The FTSE 100 house builder revealed last month that its bottom line would take a £115m hit after it found costs were understated on nine of its schemes.
In an update today, Vistry said this total would rise by £50m, after an independent review discovered more schemes where cost projections were understated.
“The significant issues have been found to be confined to the south division and can be attributed to insufficient management capability, non-compliant commercial forecasting processes and poor divisional culture,” the firm said.
The review found 18 sites where there were cost errors of more than £1m, which is double the number of schemes first identified last month. Five large sites account for around 60% of the errors, Vistry said.
The firm said its division was led by a management team from its former housebuilding business and the managing directors of all four regions within its south division were from that business.
The division covers Kent, Sussex, Hampshire and the Thames Valley west of London.
Vistry acquired rival Countryside Partnerships in 2022 in a £1.3bn deal.
The firm said changes and new appointments were “under consideration”, aimed at “improving transparency, enhancing management capability, reducing the length of reporting lines and ensuring closer proximity of the CEO to the business”.
It said the independent review, conducted by an accountancy firm, was expected to be finalised shortly and the board will “consider the outcome of formal HR investigations once completed”.

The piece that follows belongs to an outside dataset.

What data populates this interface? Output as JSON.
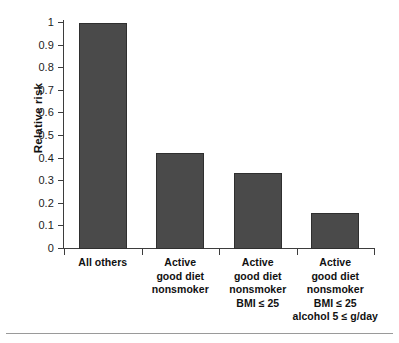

The understated costs were “symptomatic of general control issues, rather than any one particular cost type”, the update added.
Vistry said its full-year pre-tax profit would now be around £300m, which was also partly due to “reduced activity” across the division.
Last year, Vistry announced it was merging its housebuilding arm with its partnerships business to focus solely on mixed-tenure affordable housing.
Elsewhere in today’s update, Vistry reported that demand for its homes from registered providers (RPs) had been “uneven”.
“London and the South East have been more constrained, with RPs in London focused on longer-term estate reprofiling and regeneration schemes,” the firm said.
“In the Midlands and North, demand has been stronger, with continued interest in high-quality, low-rise, mixed-tenure opportunities.”
Vistry added that it “continues to work closely with our RP partners to secure new opportunities”.